The short of it: Last year, we had to cut $1 million from our budget so we could have any chance of breaking even by the time our fiscal year ended in June. And despite a huge rally from so many of you leading up to the deadline, we still came up a bit short on the whole. We can’t let that happen again. We have no wiggle room to begin with, and now we have a hole to dig out of.

Readers also told us to just give it to you straight when we need to ask for your support, and seeing how matter-of-factly explaining our inner workings, our challenges and finances, can bring more of you in has been a real silver lining. So our online membership lead, Brian, lays it all out for you in his personal, insider account (that literally puts his skin in the game!) of how urgent things are right now.

The upshot: Being able to rally $253,000 in donations over these next few weeks is vitally important simply because it is the number that keeps us right on track, helping make sure we don't end up with a bigger gap than can be filled again, helping us avoid any significant (and knowable) cash-flow crunches for now. We used to be more nonchalant about coming up short this time of year, thinking we can make it by the time June rolls around. Not anymore.
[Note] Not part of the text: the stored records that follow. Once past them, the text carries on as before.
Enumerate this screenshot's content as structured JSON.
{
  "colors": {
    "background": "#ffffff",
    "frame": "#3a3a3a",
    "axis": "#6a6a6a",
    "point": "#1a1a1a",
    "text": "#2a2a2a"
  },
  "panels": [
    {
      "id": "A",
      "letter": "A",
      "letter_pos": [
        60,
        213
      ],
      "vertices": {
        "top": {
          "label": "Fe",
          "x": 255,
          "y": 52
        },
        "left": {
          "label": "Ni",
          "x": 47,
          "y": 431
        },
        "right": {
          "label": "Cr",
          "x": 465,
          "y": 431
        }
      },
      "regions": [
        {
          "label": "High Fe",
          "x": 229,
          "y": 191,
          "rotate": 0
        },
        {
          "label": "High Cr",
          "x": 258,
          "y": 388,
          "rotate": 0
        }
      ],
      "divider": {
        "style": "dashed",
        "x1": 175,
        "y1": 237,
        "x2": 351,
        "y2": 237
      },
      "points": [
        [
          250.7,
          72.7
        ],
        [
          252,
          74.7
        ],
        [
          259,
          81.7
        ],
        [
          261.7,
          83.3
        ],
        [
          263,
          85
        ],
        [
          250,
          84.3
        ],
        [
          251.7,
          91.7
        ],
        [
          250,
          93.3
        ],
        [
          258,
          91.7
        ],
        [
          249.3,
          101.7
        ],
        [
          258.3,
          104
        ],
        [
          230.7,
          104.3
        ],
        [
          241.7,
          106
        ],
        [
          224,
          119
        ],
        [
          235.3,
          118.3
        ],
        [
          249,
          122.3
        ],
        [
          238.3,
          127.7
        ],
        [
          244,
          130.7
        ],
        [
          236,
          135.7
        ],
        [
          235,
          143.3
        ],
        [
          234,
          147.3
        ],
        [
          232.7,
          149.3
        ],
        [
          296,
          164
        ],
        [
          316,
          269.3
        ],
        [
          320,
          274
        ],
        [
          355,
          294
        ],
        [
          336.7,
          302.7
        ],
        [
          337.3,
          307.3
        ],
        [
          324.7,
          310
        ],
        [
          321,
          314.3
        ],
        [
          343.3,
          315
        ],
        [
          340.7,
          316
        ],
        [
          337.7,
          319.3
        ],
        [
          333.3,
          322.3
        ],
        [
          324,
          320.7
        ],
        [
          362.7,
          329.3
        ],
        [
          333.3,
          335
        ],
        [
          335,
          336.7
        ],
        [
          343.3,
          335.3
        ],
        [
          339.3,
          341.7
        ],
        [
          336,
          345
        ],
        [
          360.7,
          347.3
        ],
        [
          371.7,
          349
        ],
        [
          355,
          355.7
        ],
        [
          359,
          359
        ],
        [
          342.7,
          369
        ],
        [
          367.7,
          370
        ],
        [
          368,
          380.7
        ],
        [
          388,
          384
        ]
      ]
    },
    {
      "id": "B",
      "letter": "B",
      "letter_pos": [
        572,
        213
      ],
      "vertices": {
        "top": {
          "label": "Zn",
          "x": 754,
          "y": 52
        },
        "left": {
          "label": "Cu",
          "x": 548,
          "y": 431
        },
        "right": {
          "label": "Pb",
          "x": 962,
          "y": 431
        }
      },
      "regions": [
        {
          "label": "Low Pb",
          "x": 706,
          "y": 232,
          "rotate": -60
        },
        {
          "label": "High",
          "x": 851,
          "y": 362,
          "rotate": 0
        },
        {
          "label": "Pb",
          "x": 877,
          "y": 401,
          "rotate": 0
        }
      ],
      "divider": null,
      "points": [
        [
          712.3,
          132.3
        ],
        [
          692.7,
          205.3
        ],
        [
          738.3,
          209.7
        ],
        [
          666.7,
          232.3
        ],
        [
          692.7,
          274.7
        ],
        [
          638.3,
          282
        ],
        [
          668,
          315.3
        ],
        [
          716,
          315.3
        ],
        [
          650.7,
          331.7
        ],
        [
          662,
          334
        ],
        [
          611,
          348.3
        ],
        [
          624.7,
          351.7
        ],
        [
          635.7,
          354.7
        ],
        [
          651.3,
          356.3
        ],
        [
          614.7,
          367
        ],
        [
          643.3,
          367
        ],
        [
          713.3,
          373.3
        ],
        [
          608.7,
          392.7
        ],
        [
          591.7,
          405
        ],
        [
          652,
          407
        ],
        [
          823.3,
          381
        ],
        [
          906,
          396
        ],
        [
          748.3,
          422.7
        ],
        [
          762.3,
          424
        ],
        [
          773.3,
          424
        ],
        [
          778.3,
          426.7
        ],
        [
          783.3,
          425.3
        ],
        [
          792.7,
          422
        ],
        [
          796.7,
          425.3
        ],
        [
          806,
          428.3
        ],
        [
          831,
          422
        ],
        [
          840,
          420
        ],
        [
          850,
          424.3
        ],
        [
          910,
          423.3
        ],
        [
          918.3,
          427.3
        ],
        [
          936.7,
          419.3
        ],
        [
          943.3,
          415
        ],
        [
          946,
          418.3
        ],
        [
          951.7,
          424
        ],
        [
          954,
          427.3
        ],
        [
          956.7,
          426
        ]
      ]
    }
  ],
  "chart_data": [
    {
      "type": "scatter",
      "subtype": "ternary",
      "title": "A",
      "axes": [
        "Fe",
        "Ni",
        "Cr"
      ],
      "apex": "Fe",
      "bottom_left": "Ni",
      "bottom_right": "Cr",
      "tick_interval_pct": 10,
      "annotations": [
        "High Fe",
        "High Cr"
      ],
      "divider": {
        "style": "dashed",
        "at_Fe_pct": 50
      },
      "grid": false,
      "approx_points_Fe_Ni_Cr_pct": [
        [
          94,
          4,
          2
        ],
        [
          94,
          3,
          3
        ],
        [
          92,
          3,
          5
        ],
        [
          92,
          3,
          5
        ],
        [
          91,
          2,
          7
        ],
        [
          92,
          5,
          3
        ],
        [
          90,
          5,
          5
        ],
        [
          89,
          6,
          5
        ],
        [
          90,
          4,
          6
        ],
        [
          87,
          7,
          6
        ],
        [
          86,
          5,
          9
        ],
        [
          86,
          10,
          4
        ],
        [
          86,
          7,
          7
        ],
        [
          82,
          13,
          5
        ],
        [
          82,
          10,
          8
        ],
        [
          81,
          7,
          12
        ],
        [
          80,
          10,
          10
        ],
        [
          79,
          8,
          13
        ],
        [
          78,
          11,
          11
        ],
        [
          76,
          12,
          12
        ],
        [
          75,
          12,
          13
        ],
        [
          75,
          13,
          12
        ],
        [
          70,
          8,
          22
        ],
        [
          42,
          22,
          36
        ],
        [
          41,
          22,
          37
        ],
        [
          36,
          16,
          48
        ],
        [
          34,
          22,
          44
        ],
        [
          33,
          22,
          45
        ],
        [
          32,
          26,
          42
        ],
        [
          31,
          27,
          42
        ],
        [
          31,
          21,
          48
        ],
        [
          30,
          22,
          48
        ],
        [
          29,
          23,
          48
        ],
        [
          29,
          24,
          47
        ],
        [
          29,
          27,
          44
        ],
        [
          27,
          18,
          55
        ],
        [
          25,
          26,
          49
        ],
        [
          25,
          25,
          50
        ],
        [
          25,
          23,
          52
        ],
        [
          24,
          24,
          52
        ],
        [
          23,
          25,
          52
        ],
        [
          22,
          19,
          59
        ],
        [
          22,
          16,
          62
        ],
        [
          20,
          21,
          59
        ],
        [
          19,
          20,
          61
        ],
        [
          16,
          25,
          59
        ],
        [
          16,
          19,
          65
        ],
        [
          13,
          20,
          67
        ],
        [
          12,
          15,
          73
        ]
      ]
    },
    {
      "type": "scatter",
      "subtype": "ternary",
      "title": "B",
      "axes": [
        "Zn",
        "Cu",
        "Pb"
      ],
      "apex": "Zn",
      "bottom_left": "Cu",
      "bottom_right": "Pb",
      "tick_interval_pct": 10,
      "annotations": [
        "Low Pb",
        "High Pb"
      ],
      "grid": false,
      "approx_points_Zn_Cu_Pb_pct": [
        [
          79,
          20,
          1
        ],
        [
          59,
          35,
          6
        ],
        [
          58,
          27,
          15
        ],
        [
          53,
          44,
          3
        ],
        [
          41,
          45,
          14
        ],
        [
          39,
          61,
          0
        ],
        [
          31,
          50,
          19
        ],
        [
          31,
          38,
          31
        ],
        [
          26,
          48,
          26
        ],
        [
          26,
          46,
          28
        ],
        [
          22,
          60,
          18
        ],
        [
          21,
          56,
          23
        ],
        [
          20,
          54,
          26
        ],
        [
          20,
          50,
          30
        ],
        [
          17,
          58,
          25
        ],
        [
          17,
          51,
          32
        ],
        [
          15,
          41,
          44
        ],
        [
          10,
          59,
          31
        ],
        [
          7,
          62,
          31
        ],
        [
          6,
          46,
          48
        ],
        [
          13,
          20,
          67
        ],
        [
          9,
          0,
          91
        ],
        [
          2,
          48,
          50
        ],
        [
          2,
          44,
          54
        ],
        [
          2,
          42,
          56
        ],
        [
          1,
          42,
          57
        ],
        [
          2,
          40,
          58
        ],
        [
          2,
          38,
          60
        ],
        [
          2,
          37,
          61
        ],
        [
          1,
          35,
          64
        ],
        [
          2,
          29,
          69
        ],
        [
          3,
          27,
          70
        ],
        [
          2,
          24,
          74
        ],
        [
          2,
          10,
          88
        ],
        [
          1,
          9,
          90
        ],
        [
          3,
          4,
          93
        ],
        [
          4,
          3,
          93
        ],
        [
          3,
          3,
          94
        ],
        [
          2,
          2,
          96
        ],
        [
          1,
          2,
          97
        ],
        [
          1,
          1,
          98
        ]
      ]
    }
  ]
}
Because the in-depth journalism on underreported beats and unique perspectives on the daily news you turn to Mother Jones for is only possible because readers fund us. Corporations and powerful people with deep pockets will never sustain the type of journalism we exist to do. The only investors who won’t let independent, investigative journalism down are the people who actually care about its future—you.

And we need readers to show up for us big time—again.

Getting just 10 percent of the people who care enough about our work to be reading this blurb to part with a few bucks would be utterly transformative for us, and that's very much what we need to keep charging hard in this financially uncertain, high-stakes year.

If you can right now, please support the journalism you get from Mother Jones with a donation at whatever amount works for you. And please do it now, before you move on to whatever you're about to do next and think maybe you'll get to it later, because every gift matters and we really need to see a strong response if we're going to raise the $253,000 we need in less than three weeks.